In an entirely different sphere of ideas and atmosphere, DE CAEGO Op. 69 for
6 clarinets (1997?98) uses few means to create well shaped sonorous images,
homophonic sonorous fields based an the expressively oriented controi of the
chordic chains, an the "pulsating" melody, an the "Gothic"?type dynamics (be
it glaring crescendo or descrescendo) and an the transfer of instrument?specific
writing to another instrument. One may notice "Choralvorspiel" composition techniques,
or procedures such as those coming from the Bugandese "mbira" (easy to spot
in the last ?section of the work, that of the "Soul / Breath"). Starting from
several extra?musical impulses, springing from phidosophically?loaded quotations,
De caelo tries to imagine a living Heideggerian space, at the same time describing
the fright after the latter's silencing as an object of our contemplation and
the delicacy of its descendance as a subject of the beauty we are pursuing.

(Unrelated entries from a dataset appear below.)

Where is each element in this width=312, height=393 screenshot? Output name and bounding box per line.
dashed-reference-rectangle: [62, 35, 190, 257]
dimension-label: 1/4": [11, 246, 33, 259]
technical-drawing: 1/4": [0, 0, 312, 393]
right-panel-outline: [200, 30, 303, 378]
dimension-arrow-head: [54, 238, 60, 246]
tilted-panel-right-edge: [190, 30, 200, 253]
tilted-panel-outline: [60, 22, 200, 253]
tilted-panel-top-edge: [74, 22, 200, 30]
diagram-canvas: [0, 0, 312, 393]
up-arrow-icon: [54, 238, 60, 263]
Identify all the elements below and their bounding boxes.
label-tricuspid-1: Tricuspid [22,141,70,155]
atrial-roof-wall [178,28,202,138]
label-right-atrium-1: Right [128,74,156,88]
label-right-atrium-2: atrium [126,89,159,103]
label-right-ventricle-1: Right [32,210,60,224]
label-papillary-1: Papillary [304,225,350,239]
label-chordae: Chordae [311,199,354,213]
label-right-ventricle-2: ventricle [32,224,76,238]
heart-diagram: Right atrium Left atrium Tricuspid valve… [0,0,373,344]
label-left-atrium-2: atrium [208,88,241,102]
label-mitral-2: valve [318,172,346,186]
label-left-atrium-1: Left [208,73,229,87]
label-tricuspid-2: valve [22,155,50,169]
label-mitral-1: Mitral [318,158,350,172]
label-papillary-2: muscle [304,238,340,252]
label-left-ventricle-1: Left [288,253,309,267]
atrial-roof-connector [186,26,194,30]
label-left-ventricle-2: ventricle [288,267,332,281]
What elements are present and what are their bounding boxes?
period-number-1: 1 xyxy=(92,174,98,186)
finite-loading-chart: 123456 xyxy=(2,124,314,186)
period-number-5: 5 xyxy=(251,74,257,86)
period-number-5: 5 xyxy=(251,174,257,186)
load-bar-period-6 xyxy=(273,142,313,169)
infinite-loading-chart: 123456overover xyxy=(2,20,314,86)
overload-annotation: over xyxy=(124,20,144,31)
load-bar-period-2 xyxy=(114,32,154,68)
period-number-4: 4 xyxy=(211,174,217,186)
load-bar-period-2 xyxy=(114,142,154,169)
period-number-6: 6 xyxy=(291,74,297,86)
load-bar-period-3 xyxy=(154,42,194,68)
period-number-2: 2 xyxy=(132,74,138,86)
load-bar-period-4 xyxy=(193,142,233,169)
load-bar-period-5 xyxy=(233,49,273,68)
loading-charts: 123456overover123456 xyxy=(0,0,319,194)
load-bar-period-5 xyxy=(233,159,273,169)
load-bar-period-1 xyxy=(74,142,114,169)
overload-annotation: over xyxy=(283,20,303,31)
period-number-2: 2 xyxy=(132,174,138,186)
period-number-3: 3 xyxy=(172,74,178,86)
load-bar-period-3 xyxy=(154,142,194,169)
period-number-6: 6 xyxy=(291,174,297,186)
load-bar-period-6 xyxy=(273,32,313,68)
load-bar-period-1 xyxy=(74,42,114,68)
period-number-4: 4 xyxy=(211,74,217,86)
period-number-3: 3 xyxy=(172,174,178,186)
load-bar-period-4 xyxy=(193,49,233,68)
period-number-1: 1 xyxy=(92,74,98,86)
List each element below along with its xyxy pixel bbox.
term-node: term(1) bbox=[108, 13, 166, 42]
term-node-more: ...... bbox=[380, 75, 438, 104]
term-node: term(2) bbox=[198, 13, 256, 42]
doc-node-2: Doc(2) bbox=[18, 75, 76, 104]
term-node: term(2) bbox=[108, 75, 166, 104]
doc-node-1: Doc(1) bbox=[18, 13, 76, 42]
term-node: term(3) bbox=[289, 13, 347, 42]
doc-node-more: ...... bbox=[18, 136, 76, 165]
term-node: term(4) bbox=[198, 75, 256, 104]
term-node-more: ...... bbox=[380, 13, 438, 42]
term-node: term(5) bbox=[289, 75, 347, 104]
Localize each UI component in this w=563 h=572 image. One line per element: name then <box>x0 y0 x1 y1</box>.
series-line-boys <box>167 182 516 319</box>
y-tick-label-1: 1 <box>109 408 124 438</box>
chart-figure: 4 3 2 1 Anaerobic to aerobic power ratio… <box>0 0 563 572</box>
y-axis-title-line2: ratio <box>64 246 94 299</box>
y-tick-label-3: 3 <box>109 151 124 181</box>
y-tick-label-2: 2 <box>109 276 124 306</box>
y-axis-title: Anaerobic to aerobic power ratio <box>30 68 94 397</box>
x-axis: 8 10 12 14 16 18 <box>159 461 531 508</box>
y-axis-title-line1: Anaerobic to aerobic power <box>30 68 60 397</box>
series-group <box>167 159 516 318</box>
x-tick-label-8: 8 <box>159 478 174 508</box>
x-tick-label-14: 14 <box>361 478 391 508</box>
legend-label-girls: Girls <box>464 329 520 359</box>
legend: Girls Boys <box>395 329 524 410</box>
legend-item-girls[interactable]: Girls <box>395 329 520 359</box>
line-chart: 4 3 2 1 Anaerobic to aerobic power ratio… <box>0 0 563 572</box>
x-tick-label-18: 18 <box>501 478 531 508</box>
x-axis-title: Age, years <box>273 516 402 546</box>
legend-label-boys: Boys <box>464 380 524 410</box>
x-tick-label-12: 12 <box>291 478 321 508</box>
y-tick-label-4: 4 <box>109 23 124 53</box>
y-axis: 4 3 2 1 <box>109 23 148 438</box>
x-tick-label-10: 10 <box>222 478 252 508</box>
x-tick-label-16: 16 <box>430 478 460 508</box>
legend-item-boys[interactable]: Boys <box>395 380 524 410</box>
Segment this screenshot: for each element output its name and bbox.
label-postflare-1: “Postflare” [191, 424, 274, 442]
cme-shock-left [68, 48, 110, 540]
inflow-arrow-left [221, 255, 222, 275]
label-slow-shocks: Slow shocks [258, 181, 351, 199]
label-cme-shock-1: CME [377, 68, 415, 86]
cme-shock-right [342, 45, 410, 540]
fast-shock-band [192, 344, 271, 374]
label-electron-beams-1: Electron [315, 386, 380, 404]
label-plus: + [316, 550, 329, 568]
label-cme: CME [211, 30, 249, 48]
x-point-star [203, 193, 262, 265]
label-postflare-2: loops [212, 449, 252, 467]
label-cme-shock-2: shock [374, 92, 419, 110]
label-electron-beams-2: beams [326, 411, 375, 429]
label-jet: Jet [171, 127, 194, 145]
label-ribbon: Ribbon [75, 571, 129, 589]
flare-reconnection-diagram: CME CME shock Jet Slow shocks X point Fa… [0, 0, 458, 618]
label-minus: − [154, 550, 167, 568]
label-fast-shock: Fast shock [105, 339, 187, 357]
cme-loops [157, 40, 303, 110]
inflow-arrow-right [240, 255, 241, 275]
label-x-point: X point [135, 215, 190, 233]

The ensemble chosen for tuming such unsonorous, but existing forces, into music,
brbngs together two groups of three clarinets, placed an stage in an antiphonic
way, made up of one piccolo clarinet (E flat), three soprano clarinets in B
flat and two bass clarinets in B flat. The work was written in memory of Aristotle,
Averroes, Cremonini, Constantin Noica and all those who wrote treatises an a
sky that is not, but existS.
By the richness of artistic solutions in his works, the composer Dan Dediu can
be attached neither to one particular trend, nor to a certain generation of
Romanian creators. His innovating spirit goes hand in hand with the data offered
by tradition. Their synthesis is the result of choice rather than of deformation
or of irreconcilable rupture. Thus, cultural references to previous musical
works ? may they be classic, folkloric, bearers of different styles ?, the resort
to various techniques and syntaxes, the economy an d the coherence of the sonorous
material, as illustrated in the String Quartet, Sphinxes pour une Symphonie
or Don GiovannilJuan, melt into the bold discovery of new musical territories.
The universe thus delimited is peopled by picturesque characters (see the Gryphon
or the Sphynx) or lives an metaphysical impetuses in between the grotesque and
the sublime (as in De caelo). To put it shortly, a well defined personal attitude
in the tormented arena of today's music.